Membrane Switch Design Guide
Good membrane switch design starts before artwork. The stack, circuit, tail, connector, adhesive, and enclosure all decide whether the final panel survives normal use.

Engineering reference
Practical decisions
Start with the installed condition
Share the enclosure drawing, not only the front artwork. Tail exit, connector clearance, screw bosses, gasket pressure, display windows, and cable bend radius can change the design more than the printed graphics.
Choose the stack around risk
PET, polycarbonate, spacer thickness, metal dome height, circuit layer, shield layer, rear adhesive, and liner all add tolerance. A thinner stack is not always better if the adhesive land or dome travel becomes unstable.
Test samples like assembled products
Bench continuity is necessary, but not enough. Test actuation force, tail flex, LED visibility, adhesive bond, cleaning chemicals, and any IP rating target after the switch is mounted to the real housing.
Engineering reference
Checklist
Send your drawing for an engineering stack review.
- overlay material and finish
- key force and life cycle target
- tail length, bend, and connector
- adhesive surface and gasket requirement
- LED, dead-front, or display window details
- RoHS, REACH, and test report expectations
Engineering reference
Related product pages
FAQ
Questions buyers usually ask
Is this a final engineering specification?
No. It is a practical sourcing guide. Final decisions should be confirmed through drawing review, material samples, and application testing.
Can the checklist reduce sample loops?
Usually yes. It helps buyers send the constraints that often cause rework: tail route, connector, adhesive, environment, life cycle, and sample deadline.
Can this be reviewed by the factory team?
Yes. Send the project details through the RFQ or drawing review page and include any fixed requirements that cannot change.
RFQ support
Send a drawing before the design is locked.
For your membrane switch project, the useful review happens before tail exit, connector, adhesive, and artwork decisions become expensive to change.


→ **WORK REQUIRED**
Once the pictures are set aside, transcribe each line of the listing exactly.

→ **DATA EXTRACT**
=== Begin Enclosure ===

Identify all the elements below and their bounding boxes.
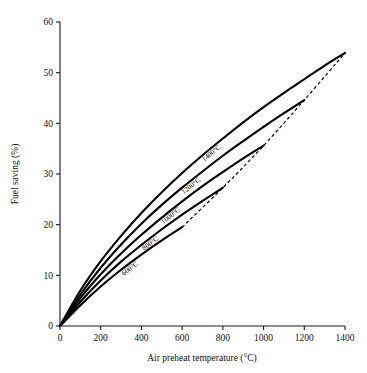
x-axis-title: Air preheat temperature (°C) <box>147 353 257 364</box>
x-tick-label: 1000 <box>254 333 273 343</box>
x-axis: 0200400600800100012001400 Air preheat te… <box>58 326 355 364</box>
y-tick-group: 0102030405060 <box>44 17 61 331</box>
y-axis: 0102030405060 Fuel saving (%) <box>10 17 60 331</box>
series-curve <box>60 146 264 326</box>
y-tick-label: 0 <box>48 321 53 331</box>
y-axis-title: Fuel saving (%) <box>10 144 21 205</box>
x-tick-label: 1400 <box>336 333 355 343</box>
series-label-1200C: 1200°C <box>180 176 202 196</box>
x-tick-label: 600 <box>175 333 190 343</box>
y-tick-label: 60 <box>44 17 54 27</box>
y-tick-label: 40 <box>44 119 54 129</box>
chart-svg: 0102030405060 Fuel saving (%) 0200400600… <box>0 0 367 373</box>
series-label-600C: 600°C <box>120 260 140 278</box>
y-tick-label: 50 <box>44 68 54 78</box>
y-tick-label: 30 <box>44 169 54 179</box>
y-tick-label: 10 <box>44 271 54 281</box>
x-tick-group: 0200400600800100012001400 <box>58 326 355 343</box>
series-curve <box>60 188 223 326</box>
series-label-group: 1400°C1200°C1000°C800°C600°C <box>120 143 222 277</box>
fuel-saving-chart: 0102030405060 Fuel saving (%) 0200400600… <box>0 0 367 373</box>
x-tick-label: 0 <box>58 333 63 343</box>
series-group <box>60 53 345 326</box>
x-tick-label: 800 <box>216 333 231 343</box>
y-tick-label: 20 <box>44 220 54 230</box>
x-tick-label: 1200 <box>295 333 314 343</box>
envelope-curve <box>182 53 345 227</box>
series-label-1400C: 1400°C <box>200 143 222 163</box>
series-curve <box>60 227 182 326</box>
x-tick-label: 200 <box>94 333 109 343</box>
series-curve <box>60 100 304 326</box>
x-tick-label: 400 <box>134 333 149 343</box>
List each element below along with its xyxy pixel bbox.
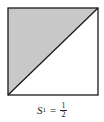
subscript: 1 <box>42 106 46 114</box>
numerator: 1 <box>62 102 66 110</box>
equals-sign: = <box>50 104 56 116</box>
denominator: 2 <box>62 111 66 119</box>
fraction: 1 2 <box>60 102 67 119</box>
area-label: S1 = 1 2 <box>0 100 104 120</box>
square-diagram <box>0 0 104 100</box>
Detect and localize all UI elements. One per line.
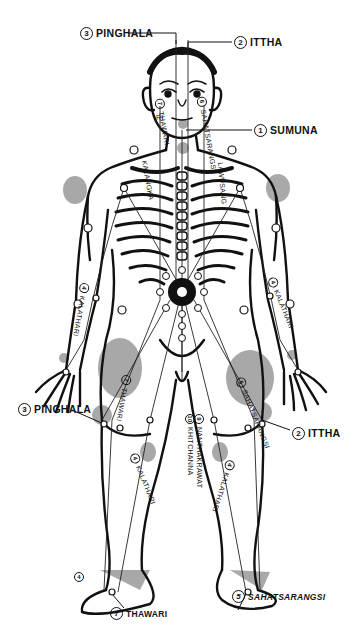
label-pinghala-side: 3PINGHALA [18,402,91,416]
number-badge: 2 [234,36,247,49]
label-foot-left-number: 4 [74,572,87,582]
number-badge: 3 [80,27,93,40]
label-nanthakrawat: 9NANTHAKRAWAT [194,414,204,488]
label-foot-right: 5SAHATSARANGSI [232,590,325,603]
label-pinghala-top: 3PINGHALA [80,26,153,40]
label-foot-left: 7THAWARI [110,607,167,620]
number-badge: 1 [254,124,267,137]
body-figure [0,0,353,634]
label-ittha-top: 2ITTHA [234,35,282,49]
label-face-left-ri: RI [156,114,164,121]
label-khitchanna: 10KHITCHANNA [185,414,195,476]
label-sumuna: 1SUMUNA [254,123,318,137]
label-ittha-side: 2ITTHA [292,426,340,440]
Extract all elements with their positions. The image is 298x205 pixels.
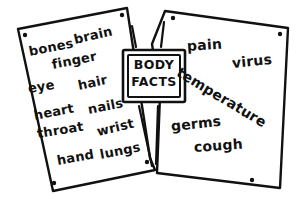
pin-dot-icon xyxy=(120,13,124,17)
body-facts-label-line1: BODY xyxy=(123,58,185,71)
cards-vector-layer xyxy=(0,0,298,205)
pin-dot-icon xyxy=(250,178,254,182)
pin-dot-icon xyxy=(171,16,175,20)
word-pain: pain xyxy=(187,37,223,53)
word-virus: virus xyxy=(231,52,272,70)
body-facts-label-line2: FACTS xyxy=(123,75,185,88)
pin-dot-icon xyxy=(23,33,27,37)
pin-dot-icon xyxy=(52,181,56,185)
body-facts-illustration: bones brain finger eye hair heart nails … xyxy=(0,0,298,205)
word-eye: eye xyxy=(27,78,55,95)
pin-dot-icon xyxy=(145,160,149,164)
pin-dot-icon xyxy=(278,32,282,36)
word-cough: cough xyxy=(194,137,244,154)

=== End Enclosure ===

→ **RESPONSE AREA**
Identify all the elements below and their bounding boxes.
x-axis-title: Air preheat temperature (°C) <box>147 353 257 364</box>
x-tick-label: 1000 <box>254 333 273 343</box>
x-axis: 0200400600800100012001400 Air preheat te… <box>58 326 355 364</box>
y-tick-group: 0102030405060 <box>44 17 61 331</box>
y-axis: 0102030405060 Fuel saving (%) <box>10 17 60 331</box>
series-curve <box>60 146 264 326</box>
y-tick-label: 0 <box>48 321 53 331</box>
y-axis-title: Fuel saving (%) <box>10 144 21 205</box>
x-tick-label: 1400 <box>336 333 355 343</box>
series-label-1200C: 1200°C <box>180 176 202 196</box>
x-tick-label: 600 <box>175 333 190 343</box>
y-tick-label: 60 <box>44 17 54 27</box>
y-tick-label: 40 <box>44 119 54 129</box>
chart-svg: 0102030405060 Fuel saving (%) 0200400600… <box>0 0 367 373</box>
series-label-600C: 600°C <box>120 260 140 278</box>
y-tick-label: 50 <box>44 68 54 78</box>
y-tick-label: 30 <box>44 169 54 179</box>
y-tick-label: 10 <box>44 271 54 281</box>
x-tick-group: 0200400600800100012001400 <box>58 326 355 343</box>
series-curve <box>60 188 223 326</box>
series-label-group: 1400°C1200°C1000°C800°C600°C <box>120 143 222 277</box>
fuel-saving-chart: 0102030405060 Fuel saving (%) 0200400600… <box>0 0 367 373</box>
x-tick-label: 0 <box>58 333 63 343</box>
series-group <box>60 53 345 326</box>
x-tick-label: 800 <box>216 333 231 343</box>
y-tick-label: 20 <box>44 220 54 230</box>
x-tick-label: 1200 <box>295 333 314 343</box>
envelope-curve <box>182 53 345 227</box>
series-label-1400C: 1400°C <box>200 143 222 163</box>
series-curve <box>60 227 182 326</box>
x-tick-label: 200 <box>94 333 109 343</box>
series-curve <box>60 100 304 326</box>
x-tick-label: 400 <box>134 333 149 343</box>
List each element below along with its xyxy pixel bbox.
subscript: 1 <box>42 106 46 114</box>
numerator: 1 <box>62 102 66 110</box>
equals-sign: = <box>50 104 56 116</box>
denominator: 2 <box>62 111 66 119</box>
fraction: 1 2 <box>60 102 67 119</box>
area-label: S1 = 1 2 <box>0 100 104 120</box>
square-diagram <box>0 0 104 100</box>
Detect and localize all UI elements. One per line.
label-pinghala-side: 3PINGHALA [18,402,91,416]
number-badge: 2 [234,36,247,49]
label-foot-left-number: 4 [74,572,87,582]
number-badge: 3 [80,27,93,40]
label-nanthakrawat: 9NANTHAKRAWAT [194,414,204,488]
label-foot-right: 5SAHATSARANGSI [232,590,325,603]
label-pinghala-top: 3PINGHALA [80,26,153,40]
label-foot-left: 7THAWARI [110,607,167,620]
number-badge: 1 [254,124,267,137]
body-figure [0,0,353,634]
label-ittha-top: 2ITTHA [234,35,282,49]
label-face-left-ri: RI [156,114,164,121]
label-khitchanna: 10KHITCHANNA [185,414,195,476]
label-sumuna: 1SUMUNA [254,123,318,137]
label-ittha-side: 2ITTHA [292,426,340,440]
Extract all elements with their positions. The image is 298x205 pixels.
pin-dot-icon xyxy=(120,13,124,17)
body-facts-label-line1: BODY xyxy=(123,58,185,71)
cards-vector-layer xyxy=(0,0,298,205)
pin-dot-icon xyxy=(250,178,254,182)
pin-dot-icon xyxy=(171,16,175,20)
word-pain: pain xyxy=(187,37,223,53)
word-virus: virus xyxy=(231,52,272,70)
body-facts-label-line2: FACTS xyxy=(123,75,185,88)
pin-dot-icon xyxy=(23,33,27,37)
pin-dot-icon xyxy=(52,181,56,185)
body-facts-illustration: bones brain finger eye hair heart nails … xyxy=(0,0,298,205)
word-eye: eye xyxy=(27,78,55,95)
pin-dot-icon xyxy=(145,160,149,164)
pin-dot-icon xyxy=(278,32,282,36)
word-cough: cough xyxy=(194,137,244,154)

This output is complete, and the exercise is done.